A Small Difference

Ucross, Wyoming, population 25, is situated just east of the Bighorn Mountains, on the western edge of the Powder River Basin. It’s 20,000 acres of high desert sagebrush, rubbing up against wetlands, grasslands, and riparian habitat where the Clear and Piney Creeks run. It’s ranchland, dotted with cows and emptiness, studded with boulders tossed from space; there are pockets of petrified wood and lots of cool birds. And the news this fall is that all of this land is now designated an IBA— Important Bird Area—a designation made after careful review by the Audubon Society and the American Bird Conservancy. 20,000 acres of protected land where birds can breed or can stop on migration, is not much in the grand scheme of this planet. But for a few key species—the Greater Sage Grouse and the Long-billed Curlew —these 20,000 acres is a big difference.

Fall of 2010 I had my first leave from teaching at Bard College and in that marvelous expanse of time, was able to finish my book, My Reach, while in residency at Ucross. Ucross isn’t a town—there’s no deli or saloon or even a post office. It’s really just the residency, run by energetic, smart people who have created their lives wedged between the vast empty silence of Wyoming and the busy neurosis of grateful creative people who flow through.

While at Ucross, I confess it was hard to push myself indoors to write in my clean, cosy cabin. There was so much outside that I wanted to see—the proghorn and rattlesnakes, but especially the birds. When I arrived, I was but four months into a bird-obsessed life (which continues without slackening). I hardly knew a sparrow from that Loggerhead Shrike but I was out every day getting to know my Vesper Sparrows and Townsend’s Solitaire. One evening I made a trip to a nearby reservoir and in front of my car strolled four birds that looked like goofy chickens with black bellies. Sage Grouse! The landscape I hiked and explored seemed to be filled with unexpected treasures. Soon enough, the Grouse vanished into the sage brush.

Ucross is the child of a visionary oil man from Minnesota, Raymond Plank, who bought the land and refurbished historic homes and schoolhouses to provide a place where artists and writers could realize their potential. Now, he’s providing land where birds can reach their full potential. He tells his story in his memoir, A Small Difference. His relationship to the land, both drilling for oil and protecting it, reveals the complexity of our relationship to land. These two things can co-exist. And it is exactly such moves of protection by Wyoming landowners that we are counting on to save the Greater Sage Grouse.

A horrible photo of a Sage Grouse taken with a pocket camera

This fall, the Sage Grouse was under consideration for Endangered Species status. This was hotly debated because to protect the bird would mean to limit all kinds of activity on the land, especially drilling. Trying to avoid a blanket of restrictions that comes with the Endangered listing, landowners and conservation organizations have been working together—just like at Ucross—to provide habitat for the bird to breed. According to data compiled by the U.S. Fish and wildlife Service the species is doing well enough—a breeding population of 432,000— that it was not listed. Usually this failure to list would put me in a funk, but the work of Ucross makes me believe that “do it yourself” land protection might in fact work. I suspend my skepticism because Ucross, after all, is a place where an oilman believes in artists and in birds.

I know that some will remain skeptical that our government fell short. They may have. But Ucross—they’ve made a small difference. Let’s keep adding up those small differences all across the country. For birds. For all of us.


# Problem to solve:
Only one stretch of the listing below is wanted. Give it again exactly, from the line with "Locate an element on the screen. The" through the line with "Image resolution: width=924".
━━━━━━
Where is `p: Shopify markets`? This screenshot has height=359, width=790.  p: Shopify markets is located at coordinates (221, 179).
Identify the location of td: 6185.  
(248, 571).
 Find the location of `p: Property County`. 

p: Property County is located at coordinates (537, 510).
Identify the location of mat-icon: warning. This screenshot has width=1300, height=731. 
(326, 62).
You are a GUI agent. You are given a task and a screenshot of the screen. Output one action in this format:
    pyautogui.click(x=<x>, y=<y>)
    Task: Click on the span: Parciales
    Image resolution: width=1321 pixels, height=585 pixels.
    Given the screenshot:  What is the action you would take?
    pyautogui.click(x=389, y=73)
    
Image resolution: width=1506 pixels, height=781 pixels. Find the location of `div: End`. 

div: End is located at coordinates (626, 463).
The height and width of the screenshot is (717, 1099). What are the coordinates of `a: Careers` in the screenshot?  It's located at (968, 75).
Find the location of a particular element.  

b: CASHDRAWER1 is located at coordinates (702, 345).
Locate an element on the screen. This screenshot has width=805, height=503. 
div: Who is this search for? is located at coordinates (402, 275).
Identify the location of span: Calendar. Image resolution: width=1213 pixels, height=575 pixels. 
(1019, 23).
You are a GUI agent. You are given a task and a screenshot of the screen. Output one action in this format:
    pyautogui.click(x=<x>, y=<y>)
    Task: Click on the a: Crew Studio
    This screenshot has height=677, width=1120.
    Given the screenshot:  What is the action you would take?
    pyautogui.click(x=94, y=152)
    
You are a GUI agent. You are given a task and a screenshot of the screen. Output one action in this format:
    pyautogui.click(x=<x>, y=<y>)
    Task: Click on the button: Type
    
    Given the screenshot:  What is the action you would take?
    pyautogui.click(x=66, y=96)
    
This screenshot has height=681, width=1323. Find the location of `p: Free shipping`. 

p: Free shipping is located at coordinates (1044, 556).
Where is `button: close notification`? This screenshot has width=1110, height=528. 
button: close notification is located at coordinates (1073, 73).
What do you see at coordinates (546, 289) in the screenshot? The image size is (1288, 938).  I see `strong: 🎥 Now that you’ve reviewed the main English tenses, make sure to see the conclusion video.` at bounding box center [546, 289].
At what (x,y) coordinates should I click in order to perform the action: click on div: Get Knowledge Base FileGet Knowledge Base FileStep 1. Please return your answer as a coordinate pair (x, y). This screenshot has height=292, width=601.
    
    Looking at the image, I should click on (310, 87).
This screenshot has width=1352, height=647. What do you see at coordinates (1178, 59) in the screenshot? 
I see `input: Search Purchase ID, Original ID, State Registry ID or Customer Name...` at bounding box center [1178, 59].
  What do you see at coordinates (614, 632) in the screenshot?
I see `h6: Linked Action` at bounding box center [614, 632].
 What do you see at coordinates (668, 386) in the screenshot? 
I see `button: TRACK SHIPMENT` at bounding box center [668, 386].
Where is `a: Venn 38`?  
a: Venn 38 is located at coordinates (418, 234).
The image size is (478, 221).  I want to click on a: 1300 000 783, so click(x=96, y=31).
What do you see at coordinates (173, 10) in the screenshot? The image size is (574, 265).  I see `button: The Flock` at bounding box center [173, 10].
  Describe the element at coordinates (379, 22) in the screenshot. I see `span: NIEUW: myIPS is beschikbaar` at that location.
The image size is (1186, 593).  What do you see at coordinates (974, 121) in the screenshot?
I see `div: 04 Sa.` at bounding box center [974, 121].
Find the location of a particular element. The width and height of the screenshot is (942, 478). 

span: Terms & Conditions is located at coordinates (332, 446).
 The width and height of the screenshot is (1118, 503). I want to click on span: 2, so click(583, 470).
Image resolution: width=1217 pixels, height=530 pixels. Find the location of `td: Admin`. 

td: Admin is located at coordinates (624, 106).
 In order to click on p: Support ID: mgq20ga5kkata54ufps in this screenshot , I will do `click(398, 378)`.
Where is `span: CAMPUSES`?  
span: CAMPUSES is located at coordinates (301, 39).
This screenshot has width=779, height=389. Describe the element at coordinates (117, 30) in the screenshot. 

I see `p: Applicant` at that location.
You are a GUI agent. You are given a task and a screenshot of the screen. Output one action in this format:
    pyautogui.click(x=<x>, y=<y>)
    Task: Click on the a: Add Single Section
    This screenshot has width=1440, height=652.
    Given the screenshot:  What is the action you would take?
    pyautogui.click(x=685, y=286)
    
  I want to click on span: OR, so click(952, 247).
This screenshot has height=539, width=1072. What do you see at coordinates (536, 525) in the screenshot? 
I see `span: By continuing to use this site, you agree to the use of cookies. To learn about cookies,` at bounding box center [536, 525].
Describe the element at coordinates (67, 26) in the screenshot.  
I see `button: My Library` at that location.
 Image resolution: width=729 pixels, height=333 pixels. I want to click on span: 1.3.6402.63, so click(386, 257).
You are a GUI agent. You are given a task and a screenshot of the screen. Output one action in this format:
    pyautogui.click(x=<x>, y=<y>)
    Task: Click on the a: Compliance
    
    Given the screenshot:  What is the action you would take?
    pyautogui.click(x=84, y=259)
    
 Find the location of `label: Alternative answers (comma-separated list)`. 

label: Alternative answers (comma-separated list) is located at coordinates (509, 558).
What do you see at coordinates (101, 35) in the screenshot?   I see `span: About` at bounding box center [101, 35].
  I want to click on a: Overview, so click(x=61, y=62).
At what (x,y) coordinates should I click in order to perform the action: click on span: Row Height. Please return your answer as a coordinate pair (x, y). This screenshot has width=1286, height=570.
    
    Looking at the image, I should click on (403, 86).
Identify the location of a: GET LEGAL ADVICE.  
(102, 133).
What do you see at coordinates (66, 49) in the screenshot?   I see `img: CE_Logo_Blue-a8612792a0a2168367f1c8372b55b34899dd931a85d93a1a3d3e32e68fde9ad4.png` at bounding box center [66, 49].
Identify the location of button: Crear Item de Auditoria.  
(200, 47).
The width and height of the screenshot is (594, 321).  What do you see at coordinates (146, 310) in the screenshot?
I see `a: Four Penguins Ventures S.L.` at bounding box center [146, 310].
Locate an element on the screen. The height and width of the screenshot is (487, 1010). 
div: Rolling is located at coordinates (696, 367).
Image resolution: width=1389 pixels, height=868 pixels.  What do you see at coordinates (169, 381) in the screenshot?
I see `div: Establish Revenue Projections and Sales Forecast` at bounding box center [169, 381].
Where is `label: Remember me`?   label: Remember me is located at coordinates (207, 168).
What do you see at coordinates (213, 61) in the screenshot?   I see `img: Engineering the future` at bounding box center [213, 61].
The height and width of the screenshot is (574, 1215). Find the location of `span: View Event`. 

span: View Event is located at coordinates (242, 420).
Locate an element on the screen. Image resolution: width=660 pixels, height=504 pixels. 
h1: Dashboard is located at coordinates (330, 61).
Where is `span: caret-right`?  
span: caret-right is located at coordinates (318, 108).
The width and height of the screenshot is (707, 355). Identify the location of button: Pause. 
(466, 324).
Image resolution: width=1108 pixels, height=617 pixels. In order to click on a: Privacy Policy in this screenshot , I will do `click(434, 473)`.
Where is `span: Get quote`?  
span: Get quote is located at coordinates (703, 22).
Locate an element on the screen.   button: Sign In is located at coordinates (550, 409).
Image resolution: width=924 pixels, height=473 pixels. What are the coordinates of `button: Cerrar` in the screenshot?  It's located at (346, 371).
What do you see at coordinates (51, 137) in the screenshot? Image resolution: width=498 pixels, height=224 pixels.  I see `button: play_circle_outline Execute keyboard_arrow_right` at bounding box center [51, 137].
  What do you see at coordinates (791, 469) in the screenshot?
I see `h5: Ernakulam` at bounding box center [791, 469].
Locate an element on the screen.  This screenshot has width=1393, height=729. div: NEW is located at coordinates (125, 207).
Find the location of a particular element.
━━━━━━
# Solution to this problem:
Locate an element on the screen. The height and width of the screenshot is (487, 1010). 
div: Rolling is located at coordinates (696, 367).
Image resolution: width=1389 pixels, height=868 pixels.  What do you see at coordinates (169, 381) in the screenshot?
I see `div: Establish Revenue Projections and Sales Forecast` at bounding box center [169, 381].
Where is `label: Remember me`?   label: Remember me is located at coordinates (207, 168).
What do you see at coordinates (213, 61) in the screenshot?   I see `img: Engineering the future` at bounding box center [213, 61].
The height and width of the screenshot is (574, 1215). Find the location of `span: View Event`. 

span: View Event is located at coordinates (242, 420).
Locate an element on the screen. Image resolution: width=660 pixels, height=504 pixels. 
h1: Dashboard is located at coordinates (330, 61).
Where is `span: caret-right`?  
span: caret-right is located at coordinates (318, 108).
The width and height of the screenshot is (707, 355). Identify the location of button: Pause. 
(466, 324).
Image resolution: width=1108 pixels, height=617 pixels. In order to click on a: Privacy Policy in this screenshot , I will do `click(434, 473)`.
Where is `span: Get quote`?  
span: Get quote is located at coordinates (703, 22).
Locate an element on the screen.   button: Sign In is located at coordinates (550, 409).
Image resolution: width=924 pixels, height=473 pixels. What are the coordinates of `button: Cerrar` in the screenshot?  It's located at (346, 371).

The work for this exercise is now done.